AIFeb 14, 2012

Distributed Anytime MAP Inference

arXiv:1202.3767v12 citations
Originality Incremental advance
AI Analysis

This addresses the scalability challenge for MAP inference in large graphical models, though it appears incremental as an adaptation of existing decomposition principles to this domain.

The authors tackled the problem of performing MAP inference in graphical models that are too large to fit in memory by developing a distributed anytime algorithm based on a linear programming relaxation and Dantzig-Wolfe decomposition. Experimental results show the algorithm outperforms most current methods in solution quality and scales well to large problems.

We present a distributed anytime algorithm for performing MAP inference in graphical models. The problem is formulated as a linear programming relaxation over the edges of a graph. The resulting program has a constraint structure that allows application of the Dantzig-Wolfe decomposition principle. Subprograms are defined over individual edges and can be computed in a distributed manner. This accommodates solutions to graphs whose state space does not fit in memory. The decomposition master program is guaranteed to compute the optimal solution in a finite number of iterations, while the solution converges monotonically with each iteration. Formulating the MAP inference problem as a linear program allows additional (global) constraints to be defined; something not possible with message passing algorithms. Experimental results show that our algorithm's solution quality outperforms most current algorithms and it scales well to large problems.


■ TASK BRIEF:
Could you report every line from the entries that includes the word "item"?
##### PROVIDED DATA
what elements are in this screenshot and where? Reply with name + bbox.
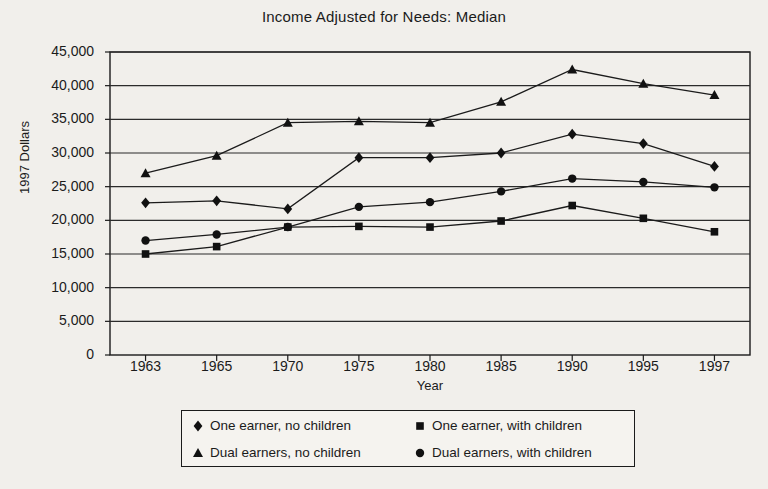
legend-marker-triangle <box>192 447 204 459</box>
x-axis-tick-label: 1980 <box>400 358 460 374</box>
data-point-circle <box>416 448 424 456</box>
data-point-circle <box>426 198 434 206</box>
data-point-diamond <box>141 197 150 208</box>
legend-marker-wrap <box>192 420 204 432</box>
data-point-circle <box>141 236 149 244</box>
x-axis-tick-label: 1963 <box>116 358 176 374</box>
data-point-square <box>568 202 576 210</box>
data-point-circle <box>355 203 363 211</box>
data-point-square <box>426 223 434 231</box>
data-point-square <box>416 422 424 430</box>
legend-label: Dual earners, no children <box>210 445 361 460</box>
series-line <box>146 134 715 209</box>
x-axis-tick-label: 1965 <box>187 358 247 374</box>
y-axis-tick-label: 20,000 <box>8 211 94 227</box>
x-axis-tick-label: 1990 <box>542 358 602 374</box>
data-point-diamond <box>212 195 221 206</box>
data-point-circle <box>212 230 220 238</box>
series-square <box>142 202 718 258</box>
y-axis-tick-label: 15,000 <box>8 245 94 261</box>
y-axis-tick-label: 0 <box>8 346 94 362</box>
data-point-triangle <box>212 151 222 160</box>
legend-item: Dual earners, no children <box>186 439 408 466</box>
chart-container: Income Adjusted for Needs: Median 1997 D… <box>0 0 768 489</box>
data-point-square <box>711 228 719 236</box>
y-axis-tick-label: 40,000 <box>8 77 94 93</box>
legend: One earner, no childrenOne earner, with … <box>181 410 635 467</box>
data-point-triangle <box>193 448 203 457</box>
legend-item: One earner, no children <box>186 412 408 439</box>
data-point-diamond <box>283 203 292 214</box>
legend-item: Dual earners, with children <box>408 439 630 466</box>
series-circle <box>141 174 718 244</box>
legend-marker-circle <box>414 447 426 459</box>
data-point-triangle <box>567 65 577 74</box>
data-point-triangle <box>496 97 506 106</box>
data-point-circle <box>639 178 647 186</box>
data-point-circle <box>284 223 292 231</box>
data-point-diamond <box>497 148 506 159</box>
legend-item: One earner, with children <box>408 412 630 439</box>
series-line <box>146 179 715 241</box>
legend-label: One earner, no children <box>210 418 351 433</box>
legend-marker-wrap <box>414 447 426 459</box>
data-point-square <box>213 243 221 251</box>
y-axis-tick-label: 35,000 <box>8 110 94 126</box>
x-axis-tick-label: 1970 <box>258 358 318 374</box>
data-point-diamond <box>354 152 363 163</box>
legend-label: Dual earners, with children <box>432 445 592 460</box>
data-point-diamond <box>194 420 203 431</box>
y-axis-tick-label: 30,000 <box>8 144 94 160</box>
legend-marker-wrap <box>192 447 204 459</box>
data-point-diamond <box>426 152 435 163</box>
data-point-square <box>640 215 648 223</box>
legend-label: One earner, with children <box>432 418 582 433</box>
legend-marker-wrap <box>414 420 426 432</box>
data-point-square <box>355 223 363 231</box>
data-point-diamond <box>639 138 648 149</box>
data-point-diamond <box>568 129 577 140</box>
data-point-square <box>497 217 505 225</box>
legend-marker-square <box>414 420 426 432</box>
x-axis-label: Year <box>110 378 750 393</box>
y-axis-tick-label: 45,000 <box>8 43 94 59</box>
x-axis-tick-label: 1995 <box>613 358 673 374</box>
data-point-circle <box>568 174 576 182</box>
y-axis-tick-label: 10,000 <box>8 279 94 295</box>
data-point-square <box>142 250 150 258</box>
legend-marker-diamond <box>192 420 204 432</box>
x-axis-tick-label: 1985 <box>471 358 531 374</box>
data-point-circle <box>497 187 505 195</box>
x-axis-tick-label: 1997 <box>684 358 744 374</box>
y-axis-tick-label: 25,000 <box>8 178 94 194</box>
x-axis-tick-label: 1975 <box>329 358 389 374</box>
data-point-circle <box>710 183 718 191</box>
y-axis-tick-label: 5,000 <box>8 312 94 328</box>
data-point-diamond <box>710 161 719 172</box>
##########
■ EXERCISE RESPONSE:
legend-item: Dual earners, no children <box>186 439 408 466</box>
legend-item: One earner, no children <box>186 412 408 439</box>
legend-item: Dual earners, with children <box>408 439 630 466</box>
legend-item: One earner, with children <box>408 412 630 439</box>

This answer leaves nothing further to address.